How Will the “Reconnecting Communities Pilot Program” Work?

In President Biden’s original American Jobs Plan, the transportation portion of that proposal called for $15 billion for a “reconnecting neighborhoods program” to “provide planning and technical assistance grants and capital grants to support the planning, removal, or retrofitting of existing transportation infrastructure that creates a barrier to community connectivity.”

The new bipartisan infrastructure law (the Infrastructure Investment and Jobs Act, or Public Law 117-58) wound up cutting that back significantly, to $1.0 billion, but did create such a program.

How would it work?

  • Authority. Created by section 11509 of the IIJA.
  • Purpose.
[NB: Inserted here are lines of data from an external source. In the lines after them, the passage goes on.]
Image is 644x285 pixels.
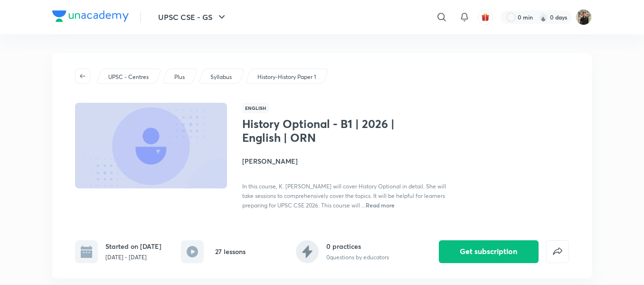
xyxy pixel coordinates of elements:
[242,156,455,166] h4: [PERSON_NAME]
[52,10,129,22] img: Company Logo
[106,241,162,251] h6: Started on [DATE]
[256,73,318,82] a: History-History Paper 1
[242,183,446,209] span: In this course, K. [PERSON_NAME] will cover History Optional in detail. She will take sessions to...
[326,241,389,251] h6: 0 practices
[209,73,234,82] a: Syllabus
[174,73,185,82] p: Plus
[546,240,569,263] button: false
[215,246,246,256] h6: 27 lessons
[258,73,316,82] p: History-History Paper 1
[52,10,129,24] a: Company Logo
[173,73,186,82] a: Plus
[74,102,229,189] img: Thumbnail
[575,9,592,25] img: Yudhishthir
[538,12,548,22] img: streak
[242,117,398,144] h1: History Optional - B1 | 2026 | English | ORN
[326,253,389,261] p: 0 questions by educators
[107,73,150,82] a: UPSC - Centres
[106,253,162,261] p: [DATE] - [DATE]
[210,73,232,82] p: Syllabus
[478,10,493,25] button: avatar
[153,7,233,26] button: UPSC CSE - GS
[108,73,149,82] p: UPSC - Centres
[438,240,538,263] button: Get subscription
[366,201,394,209] span: Read more
[481,13,490,22] img: avatar
[242,102,269,113] span: English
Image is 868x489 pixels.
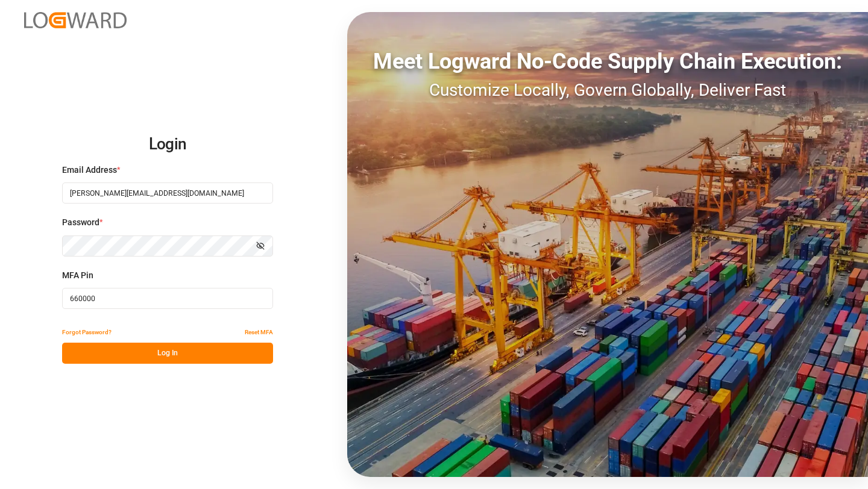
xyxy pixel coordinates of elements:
input: Enter your email [62,182,273,204]
div: Customize Locally, Govern Globally, Deliver Fast [347,78,868,103]
button: Log In [62,343,273,364]
span: Email Address [62,164,117,176]
button: Reset MFA [245,322,273,343]
span: MFA Pin [62,270,93,282]
button: Forgot Password? [62,322,112,343]
h2: Login [62,125,273,164]
img: Logward_new_orange.png [24,12,127,28]
span: Password [62,217,100,229]
div: Meet Logward No-Code Supply Chain Execution: [347,45,868,78]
Purpose of the program is to “restore community connectivity” by “removing, retrofitting, or mitigating” an “eligible facility,” defined as an existing “highway or other transportation facility that creates a barrier to community connectivity, including barriers to mobility, access, or economic development, due to high speeds, grade separations, or other design factors.”
  • Total funding. Funded from two places – $500 million over 5 years in contract authority from the Highway Trust Fund (Division A of the law), and $500 million over 5 years in general fund advance appropriations in Division J of the law. $1 billion over 5 years total. HTF funding gets a slight boost each year (starts at $95 million in FY 2022 and increases by $2 or $3 million per year to get to $105 million in FY 2026). GF funding is a flat $100 million per year throughout.
  • Grant types and schedules. Two types of grants: planning grants and capital construction grants. In total, $250 million will go towards planning grants and $750 million towards capital construction grants.

  • Grant size. Planning grants are meant to be distributed widely – a maximum of a $2 million grant per recipient, so up to 125 grants over 5 years. (However, USDOT may retain up to $15 million of the planning money to provide technical assistance to applicants from economically disadvantaged areas, which would mean fewer grants.) There will be far fewer capital construction grants – a minimum of $5 million grant size but no maximum size, so if you think of a more realistic average grant size of $15-20 million each, that would be somewhere between 38 and 50 capital grants over the 5-year life of the program.
  • Federal share. The federal share of project costs is up to 80 percent for planning grants. For capital grants, the grant itself can be no more than 50 percent of a project’s cost, but section 11509(g) deems any project getting a grant under this program to be federal-aid eligible, so recipients could use other federal-aid highway funding (or other, non-highway federal grants) for such a project as well, up to a maximum of 80 percent total federal funding of project cost.
  • Who is eligible to apply for grants? State governments, local governments, Tribal governments, MPOs, and nonprofit organizations.
  • Planning grants – what are eligible activities? Per the law, “planning studies to evaluate the feasibility of removing, retrofitting, or mitigating an existing eligible facility to restore community connectivity,” “public engagement activities to provide opportunities for public input into a plan to remove and convert an eligible facility,” and “other transportation planning activities required in advance of a project to remove, retrofit, or mitigate an existing eligible facility to restore community connectivity, as determined by the Secretary.”
  • Planning grants – how will FHWA evaluate applications? The law directs the Secretary to evaluate applications based on:
    1. Whether “the eligible facility is aged and is likely to need replacement or significant reconstruction within the 20-year period beginning on the date of the submission of the application;
    2. Whether the facility “creates barriers to mobility, access, or economic development” or “is not justified by current and forecast future travel demand;” and
    3. Whether “further investigation is necessary and likely to be productive.”
  • Capital grants – prerequisites. Applications will only be received for a project if “all necessary feasibility studies and other planning activities have been completed.”
  • Capital grants – partnering with owners. If a facility is owned by an entity that is not eligible to apply for a grant, that entity is allowed to partner with an eligible entity (state, local, or tribal governments, MPOs, and nonprofits) to apply for a grant.
  • Capital grants – what are eligible activities? A project can include removal, retrofit, or mitigation of an eligible facility, or replacement of an eligible facility with a new facility that restores community connectivity and is sensitive to the context of the surrounding community and is otherwise eligible for funding under title 23.
  • Capital grants – how will FHWA evaluate applications? The statute requires USDOT to judge applications for capital grants on eight criteria:
    1. Improvement of mobility and access through barrier removal;
    2. Effects on current traffic patterns and regional transportation network ability to absorb demand;
    3. Impact on freight movement;
    4. Results of cost-benefit analysis;
    5. Opportunities for “inclusive” economic development;
    6. Degree to which the facility is “out of context” with current or planned land use;
    7. Results of feasibility study; and
    8. Plan for local hiring and use of DBEs.
  • GAO study. GAO is required to submit a study to Congress by November 2023 analyzing highway removals past and present.
  • End-of-program report. Towards the end of the 5-year pilot program (by January 1, 2026), USDOT must report to Congress on level of applicant interest in planning grants and the outcomes and impacts of completed projects receiving capital grants.